What is the world according to ME?

July the Fourth evokes some sad feelings in me because of something that happened to someone I never knew several years ago.
The Independence Day parade was over for this seven-year-old boy. He rode the parade route on the back of a flat-bed truck with other members of his Taekwondo academy, sitting on the edge of the bed with his feet dangling over the side. As they reached the parade disassembly area, the truck hit a pothole, jolting him off the truck and under its rear wheel, killing him. His father was driving the truck.
Why does that tragedy affect me so strongly? I don’t know either the boy or his father. Tragedies happen daily. But, it so happens, my six-year-old grandson also was riding on the truck when the accident happened. I am a father and a grandfather. I know how dear my children and grandchildren are to me. Although I have not suffered such a tragedy personally, I can imagine what it might feel like to tragically lose one of my darling grandchildren.
Have you ever tried imagining what it would be like to be someone else? I mean to actually be them the same way you are you right now reading this article. I have, but I wasn’t good at it. All I could think about was myself. I have no way of actually being another person.
No matter how diligently we try, we can’t be someone else. We can only be ourselves. I can only be ME. Therefore, everything that happens in the only world I personally know, happens from my point of view. My perception is my reality. Every moment of every day I experience the world according to ME.
And so it is with us all. Each of us only knows the world from his or her empirical reality–what we can see, hear, touch, taste, and smell. Every other understanding is imagined. But imagination counts for something.
Example: I don’t have to actually put my hand on a hot stove to believe that it would harm me. I can see what extreme heat and fire does to other objects. From that I can imagine what would happen to my hand and how much pain I could suffer and conclude that I should not put my hand on a hot stove.
What about empathy?
Empathy is my ability to feel other’s physical and emotional pain, or joy, because I have personally experienced something similar. I’m imagining. Perhaps you could empathize with those I described in the opening paragraphs. The closer your actual experience, the more you can feel with others experiencing similar life situations.
Shared experiences and causes
When the world according to ME is affected, it gets personal. It’s common for people who have similar experiences, especially tragedies or devastating illnesses or injuries, to team up in common causes. Mother’s Against Drunk Driving (MADD) is one of the early ones that comes to my mind. Cancer survivors, military veterans, families with autistic children, those who have suffered discrimination for some reason, and many others speak to this trend. We are more likely to get involved with a cause when we have a shared experience related to that cause.
My point in all this
To really connect with the larger world around me, I have to venture out of my own protected bubble and experience the reality that is the world in which others live. If I keep to myself, or only surround myself with others as much like me as possible, I cannot comprehend the world according to anyone else. This sheltered world according to ME creates a distorted view of the world out there. The consequences to me include prejudice, stereotyping (profiling), blind spots about my own attitudes and understandings, and making important decisions based on faulty information and assumptions.
The world according to ME must be a world of inclusion, rather than one of seclusion, if I am to Live INPowered.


Exercise directions
Number of lines below with the word "name": give it and nothing more.

Extracted data
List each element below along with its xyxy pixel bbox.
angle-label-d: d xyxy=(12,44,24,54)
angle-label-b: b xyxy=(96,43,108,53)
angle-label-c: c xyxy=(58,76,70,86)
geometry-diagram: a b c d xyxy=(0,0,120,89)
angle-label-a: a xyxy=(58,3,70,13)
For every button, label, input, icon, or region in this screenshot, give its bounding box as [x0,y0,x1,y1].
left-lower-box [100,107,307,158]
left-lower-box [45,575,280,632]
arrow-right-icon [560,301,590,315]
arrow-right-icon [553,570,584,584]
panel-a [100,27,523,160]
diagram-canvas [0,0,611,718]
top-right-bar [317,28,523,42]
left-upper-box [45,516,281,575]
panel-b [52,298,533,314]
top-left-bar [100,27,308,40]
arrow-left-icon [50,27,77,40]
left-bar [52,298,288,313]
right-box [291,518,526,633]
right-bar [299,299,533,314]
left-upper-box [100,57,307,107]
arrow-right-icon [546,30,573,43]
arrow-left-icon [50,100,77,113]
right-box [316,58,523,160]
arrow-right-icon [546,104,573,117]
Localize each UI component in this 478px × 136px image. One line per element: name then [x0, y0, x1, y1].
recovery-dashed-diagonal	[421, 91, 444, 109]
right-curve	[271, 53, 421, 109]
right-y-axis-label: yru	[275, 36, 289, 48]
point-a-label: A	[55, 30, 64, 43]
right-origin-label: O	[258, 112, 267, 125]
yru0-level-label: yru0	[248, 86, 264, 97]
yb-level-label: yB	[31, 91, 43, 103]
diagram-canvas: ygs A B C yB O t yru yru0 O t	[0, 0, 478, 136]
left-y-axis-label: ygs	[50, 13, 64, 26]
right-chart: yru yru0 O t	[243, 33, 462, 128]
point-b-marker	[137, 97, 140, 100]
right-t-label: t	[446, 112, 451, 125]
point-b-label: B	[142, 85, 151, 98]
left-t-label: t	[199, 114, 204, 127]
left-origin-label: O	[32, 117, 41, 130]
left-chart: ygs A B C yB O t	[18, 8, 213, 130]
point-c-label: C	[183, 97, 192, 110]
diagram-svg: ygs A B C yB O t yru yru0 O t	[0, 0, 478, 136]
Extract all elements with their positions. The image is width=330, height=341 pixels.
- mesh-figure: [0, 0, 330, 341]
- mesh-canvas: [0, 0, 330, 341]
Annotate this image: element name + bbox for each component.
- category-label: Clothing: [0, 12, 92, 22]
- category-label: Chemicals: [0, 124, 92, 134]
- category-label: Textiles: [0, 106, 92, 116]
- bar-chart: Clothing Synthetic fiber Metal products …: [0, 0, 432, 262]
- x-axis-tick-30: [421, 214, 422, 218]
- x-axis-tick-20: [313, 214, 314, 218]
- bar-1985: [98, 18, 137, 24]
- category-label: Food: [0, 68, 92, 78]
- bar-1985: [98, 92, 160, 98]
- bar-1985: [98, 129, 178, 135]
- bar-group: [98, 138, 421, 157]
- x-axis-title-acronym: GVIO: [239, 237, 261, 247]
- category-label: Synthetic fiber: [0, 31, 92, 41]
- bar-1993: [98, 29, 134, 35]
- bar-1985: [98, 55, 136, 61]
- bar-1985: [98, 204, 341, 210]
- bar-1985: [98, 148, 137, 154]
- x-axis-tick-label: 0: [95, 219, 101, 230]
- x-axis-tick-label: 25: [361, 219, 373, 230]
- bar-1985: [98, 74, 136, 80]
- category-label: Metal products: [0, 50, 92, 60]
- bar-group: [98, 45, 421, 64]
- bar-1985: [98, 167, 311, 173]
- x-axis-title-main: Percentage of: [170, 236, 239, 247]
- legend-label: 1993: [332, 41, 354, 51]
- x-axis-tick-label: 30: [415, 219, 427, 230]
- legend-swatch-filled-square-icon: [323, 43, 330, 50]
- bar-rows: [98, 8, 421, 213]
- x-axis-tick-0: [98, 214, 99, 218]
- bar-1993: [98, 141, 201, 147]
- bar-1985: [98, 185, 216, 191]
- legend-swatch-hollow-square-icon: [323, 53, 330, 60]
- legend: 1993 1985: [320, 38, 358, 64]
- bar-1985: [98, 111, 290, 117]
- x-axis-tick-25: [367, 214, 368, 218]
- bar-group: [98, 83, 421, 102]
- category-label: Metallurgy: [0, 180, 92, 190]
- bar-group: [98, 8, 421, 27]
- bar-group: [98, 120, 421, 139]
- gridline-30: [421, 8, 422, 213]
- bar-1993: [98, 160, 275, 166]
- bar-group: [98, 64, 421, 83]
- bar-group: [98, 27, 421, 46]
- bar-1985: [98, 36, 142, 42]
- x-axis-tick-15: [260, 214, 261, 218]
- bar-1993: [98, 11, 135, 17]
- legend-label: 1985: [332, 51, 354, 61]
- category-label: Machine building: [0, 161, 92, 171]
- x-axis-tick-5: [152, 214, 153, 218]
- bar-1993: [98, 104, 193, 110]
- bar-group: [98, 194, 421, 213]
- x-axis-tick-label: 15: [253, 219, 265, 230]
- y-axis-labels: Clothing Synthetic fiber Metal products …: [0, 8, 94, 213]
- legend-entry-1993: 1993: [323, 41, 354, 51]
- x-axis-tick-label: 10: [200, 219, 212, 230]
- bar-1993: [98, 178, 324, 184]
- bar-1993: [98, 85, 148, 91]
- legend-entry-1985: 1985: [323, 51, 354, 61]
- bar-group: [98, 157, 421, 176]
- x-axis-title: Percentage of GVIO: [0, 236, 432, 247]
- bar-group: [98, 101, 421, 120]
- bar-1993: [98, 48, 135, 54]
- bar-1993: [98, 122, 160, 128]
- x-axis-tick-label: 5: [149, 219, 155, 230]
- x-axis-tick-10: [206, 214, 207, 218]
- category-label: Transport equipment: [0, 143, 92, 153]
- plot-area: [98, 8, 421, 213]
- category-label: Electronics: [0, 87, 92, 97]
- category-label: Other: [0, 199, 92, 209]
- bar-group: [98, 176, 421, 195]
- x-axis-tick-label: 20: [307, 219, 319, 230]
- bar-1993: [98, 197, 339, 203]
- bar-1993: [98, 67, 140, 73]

Response area
2